Her expression, her posture, her distrust. None of it shifted as she waited on my words. I was waiting on them, too. I needed to say something that would make sense and get our asses out of Thorn Ridge while enjoying the protection of a force with greater power than we had. The Killer liked to hit and run lowbies. Cool.
We had to make it difficult to do that. Until we were ready to catch the fucker.
I let out a slow breath and said, “Escort us to Heartland. We can go to the Heartland Lord and stay under his protection until we figure out how Elora can speak with the Killer. Then, we tell you, and we all lay an ambush for it.”
Savage hated the idea. It was written across her features in bold block letters. “Why? What’s the Heartland Lord got to do with this?”
“Dathai’s Ashwynn’s bitch,” Akilah smirked.
I cast a glance at Akilah and slow-blinked at her. "Wow.
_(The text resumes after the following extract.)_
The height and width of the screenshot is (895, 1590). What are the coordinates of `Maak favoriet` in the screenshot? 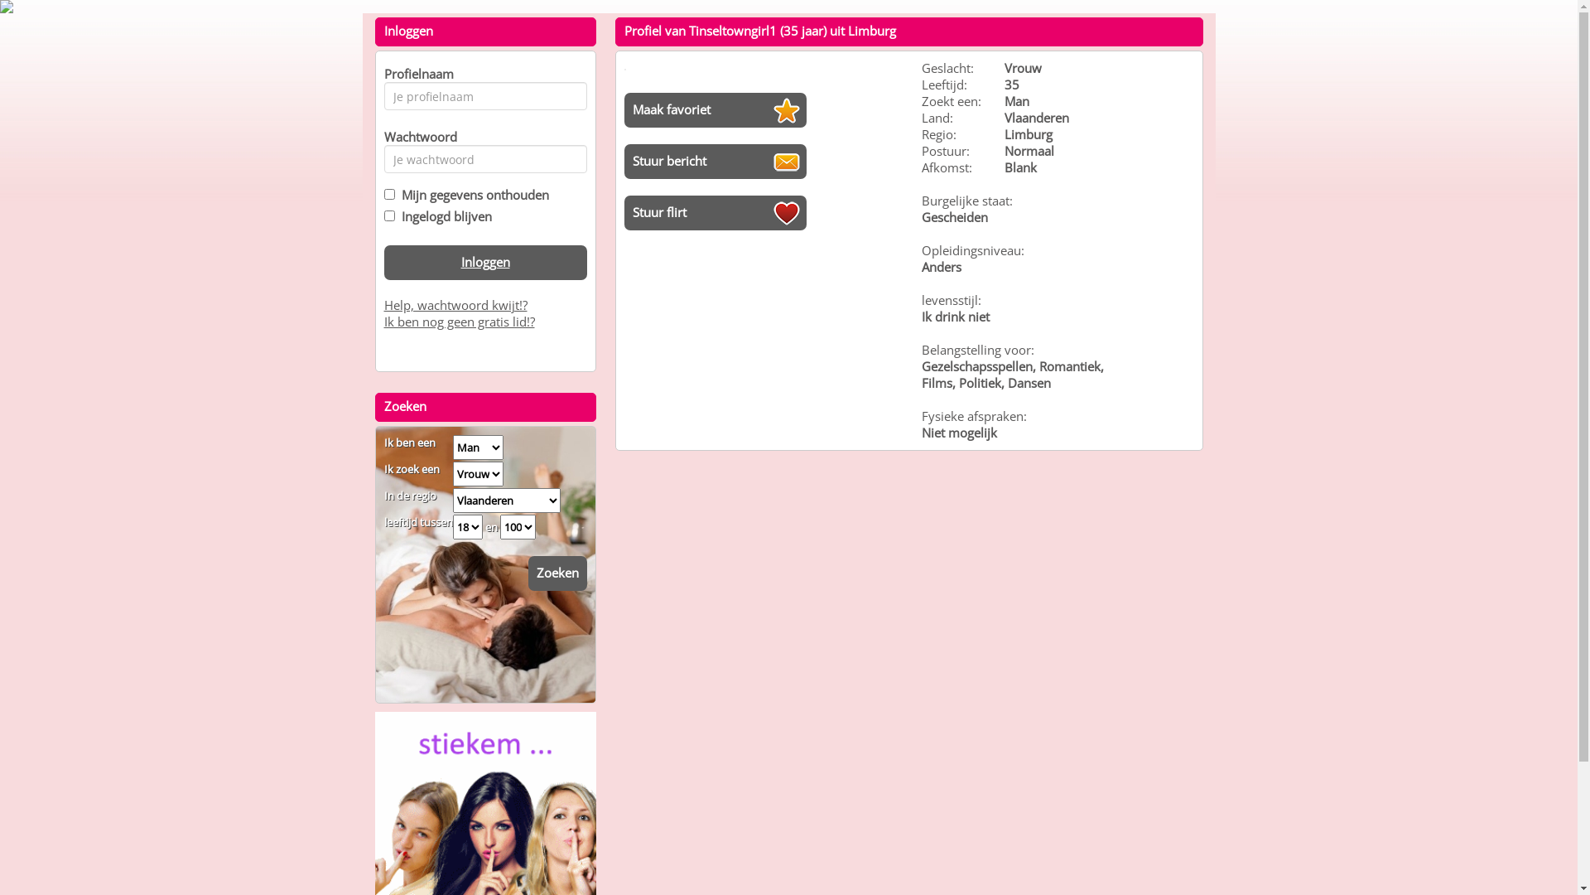 It's located at (716, 110).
Not how I'd put it."
I held my breath. As offensive as it was, it had a little truth to it. What’s more, if Savage took it literally, she might not ask any more questions. I chose to stay quiet. Let Akilah’s words and Savage’s misunderstandings work for me.
Savage didn’t say anything for a moment. Then she eased back into her seat and said, voice dry as sun-bleached bones, “I’ll propose it to the sheriff when he gets back. Meanwhile, walk me through that attack. Tell me everything that happened. Every godforsaken detail.”
The memory was already blurred by adrenaline and distance. I closed my eyes again. Akilah gave the deputy the second-to-second explanation, and it helped me recall the moment before—and what came after. She described seeing nothing until my arm spurted blood, and then a shimmer, which made her panic and put up her staff. It saved her eye.
Elora’s version was clearer. She described the path of the thing, how it cut through us in a zigzag pattern, like an gust of razor wind. When it was close, she’d had the sense to put her arms up. I hadn’t had the bandwidth to consider things until sitting there, removed from the situation, but her wounds were shallower than the rest of ours.
“The smell,” I added, opening my eyes. I tapped my nose with my good hand. “Ozone. Like before a lightning strike. When it got close, it got bad enough to sting.”
I glanced at Savage’s notebook. She’d written everything down, even started sketching, asking Akilah questions about the layout of the terrain. Savage might not have been brilliant at using the System, but she was a lot smarter than she let show. As long as she was using that detective brain to help us, I appreciated it.
Its attacks were to incapacitate. Not kill.
Why would a PK do that? Because… Because it sensed something. Searched for it until it found the one that had it. Elora.
We just had to figure out what it was before Savage did and leverage it into keeping Jake and me from going for a swing on the gallows. Just.
I scoffed at my own thoughts, drawing a sharp look from Savage.
I shook my head at the look, gesturing at my wounded arm. “We had things to do, but I guess shit happens.”
Elora glanced at the door. I knew the feeling. I wanted to get the fuck out of Dodge, too. Until Sheriff Zayan showed up, we were trapped, without the strength to escape. It would take a while to heal up as it was. Without sunlight, my healing would crawl.
I knew one thing for sure. If we couldn’t heal up and get a strategy together, we were done. When the Killer came back—and it would—we might as well be swinging from the sheriff’s noose.